On January 22nd, the Civil Justice Subcommittee for this year’s legislature met to discuss a number of bills that may become law. One of these bills is HB843, which concerns the maintenance reform. I was hoping to attend the committee meeting to speak out against the bill, but unfortunately not. As an opponent of the law, I feared retaliation from his supporters. I feared harassment and violence against me. If you’ve seen the social media pages of the men’s groups that support this bill, you will know what I’m talking about. What is worse is that the bill has reached a second hearing of the committee.
That issue aside, we are talking about the current Maintenance Act. First, alimony concerns the payment to support an ex-spouse to ensure a livable income. Under Florida Law 61.08, there are four types of maintenance: temporary, rehabilitation, permanence, and permanence. The last type is our concern to discuss the proposed reform and is intended to “take into account the needs and necessities of life, as identified during the marriage of the parties, for a party lacking the financial ability to meet his or her own Needs and necessities of life after dissolution of marriage. “In other words, permanent alimony lasts a lifetime.
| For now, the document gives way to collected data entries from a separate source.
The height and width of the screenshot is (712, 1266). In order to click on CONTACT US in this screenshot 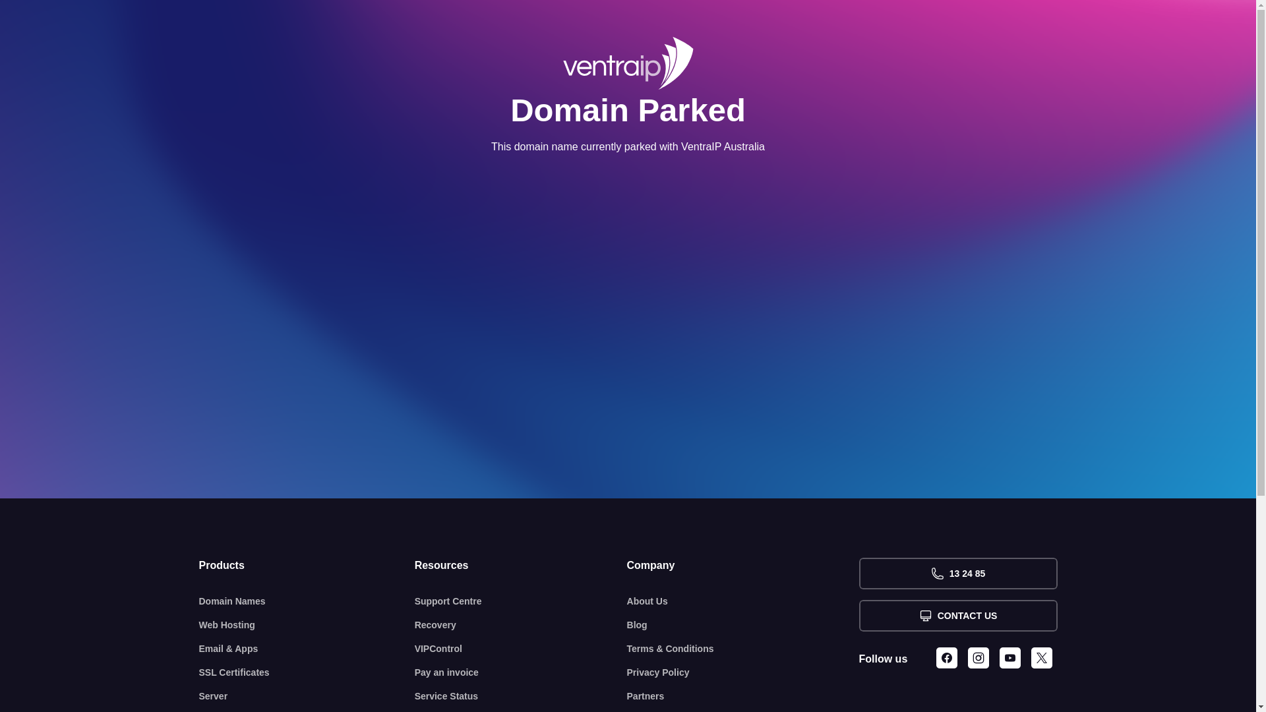, I will do `click(957, 616)`.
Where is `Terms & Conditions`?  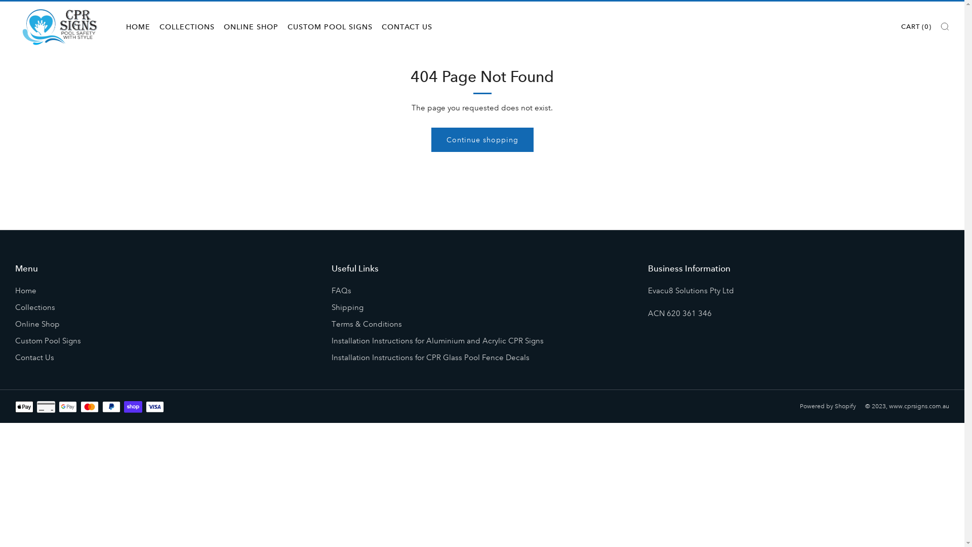 Terms & Conditions is located at coordinates (367, 324).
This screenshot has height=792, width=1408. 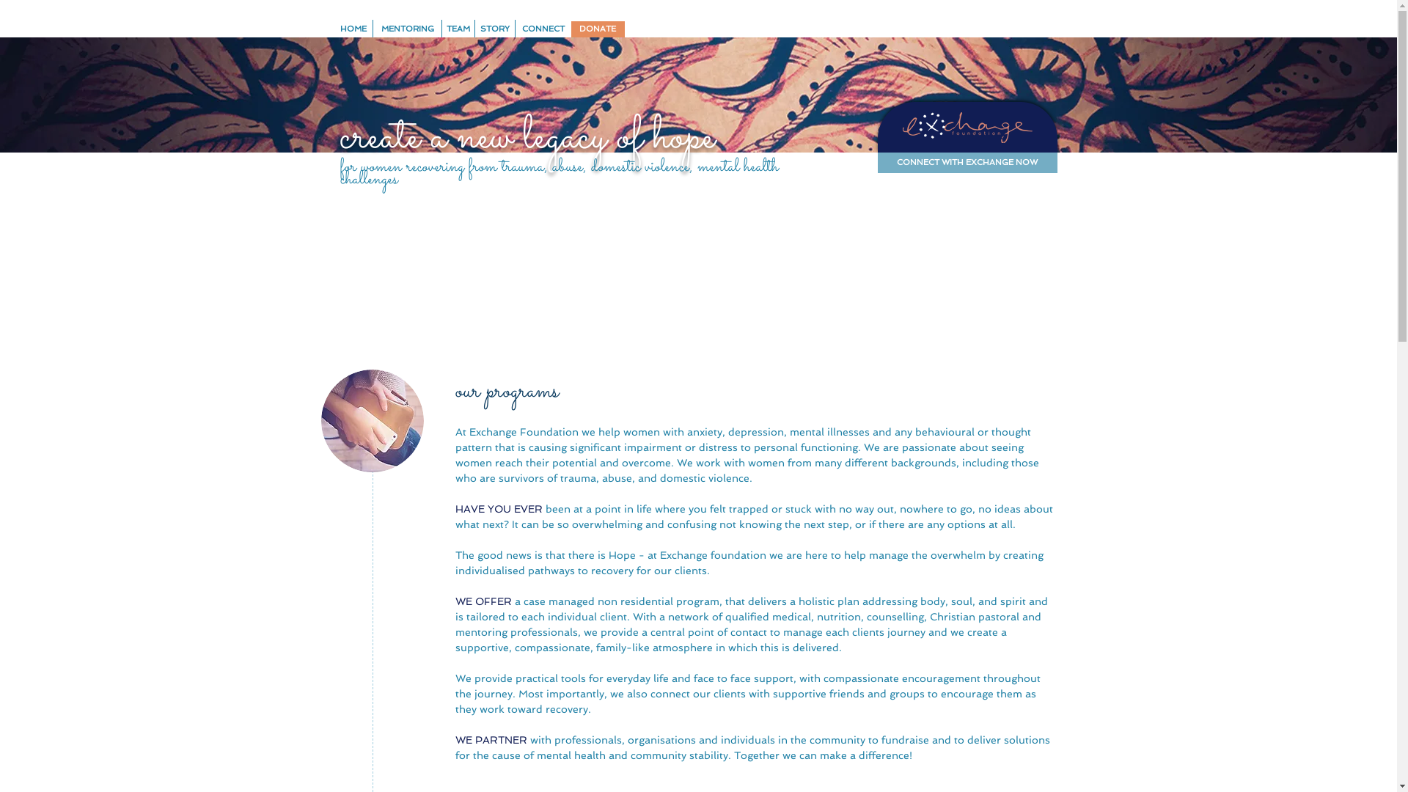 I want to click on CONNECT WITH EXCHANGE NOW, so click(x=966, y=163).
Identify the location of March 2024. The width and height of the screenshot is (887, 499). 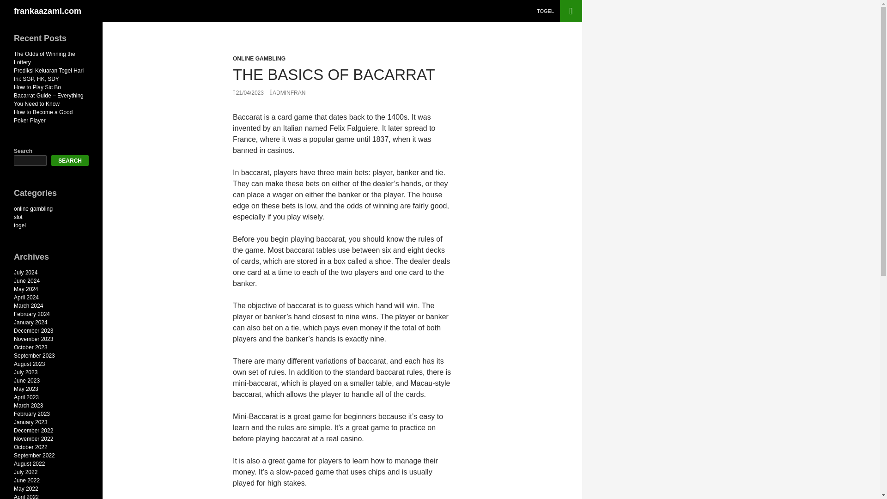
(28, 305).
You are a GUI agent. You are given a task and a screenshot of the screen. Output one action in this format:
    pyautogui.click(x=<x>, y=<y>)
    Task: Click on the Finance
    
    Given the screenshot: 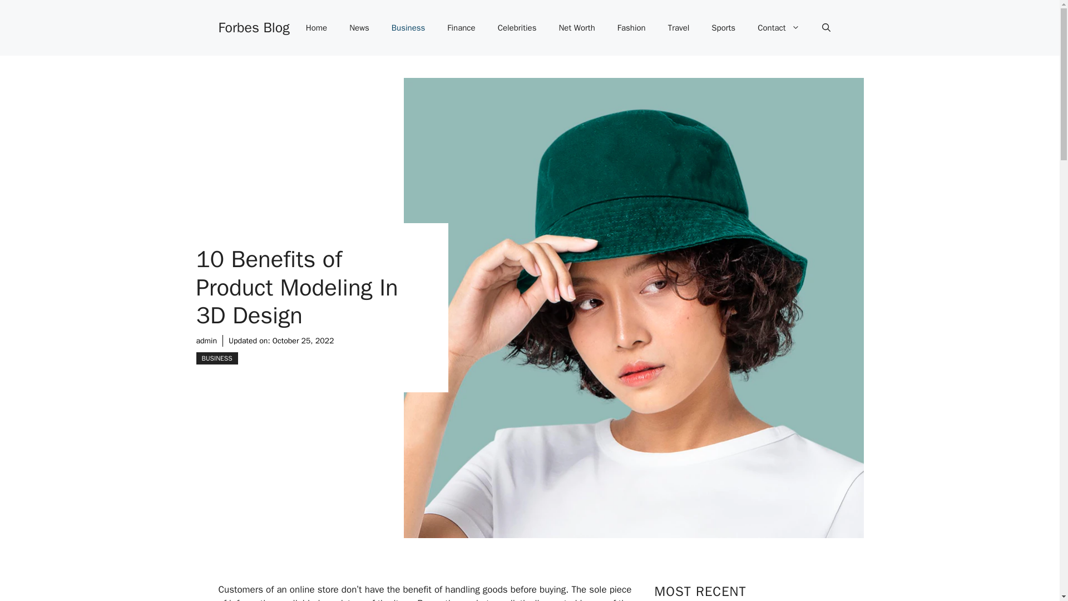 What is the action you would take?
    pyautogui.click(x=460, y=28)
    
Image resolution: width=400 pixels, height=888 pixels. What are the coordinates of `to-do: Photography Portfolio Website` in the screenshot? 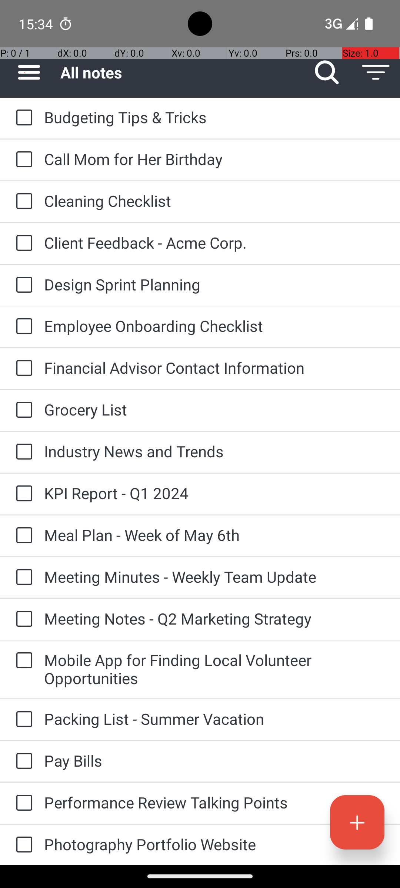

It is given to ex-spouses from long-term marriages or those that have lasted at least 17 years.
MP Alex Andrade:The Florida upkeep has to come to an end Guestview
The proposed HB843 eliminates this safety net. Why bring maintenance reform so far? If you do a little research, you will find that many of the bill’s supporters are men who simply don’t want to pay child support. They don’t want to pay child support to older ex-wives with ill health problems who are forced to work because their ex-husbands don’t even obey the courts for the way they are. I know this because I’m the child of a breadwinner. My mother, who is from Honduras, where my father found her and married her, cannot work because of her health. Even if she could, it wouldn’t be enough for a comfortable life. She hasn’t had an opportunity to get an education or a career, and now my father wants to take away the support she needs. And that happens to women all over Florida.
Not only will this bill take permanent alimony from the ex-spouses who need it, but alimony is out of the question at all if the paying spouse retires. Bill sponsor Rep. Alex Andrade argues that such measures are about “long-term self-sufficiency”. But does he acknowledge the age and poor health of the women whose lives he threatens? Those in dire need of permanent living? No he does not. And if it’s passed, its bill likely means you’ll see plenty of older women living under a bridge. Women who thought they were valued for always being there for their families. If HB843 is successful, its value is gone forever.
Cindy Stewart is a student at Florida State University in Tallahassee.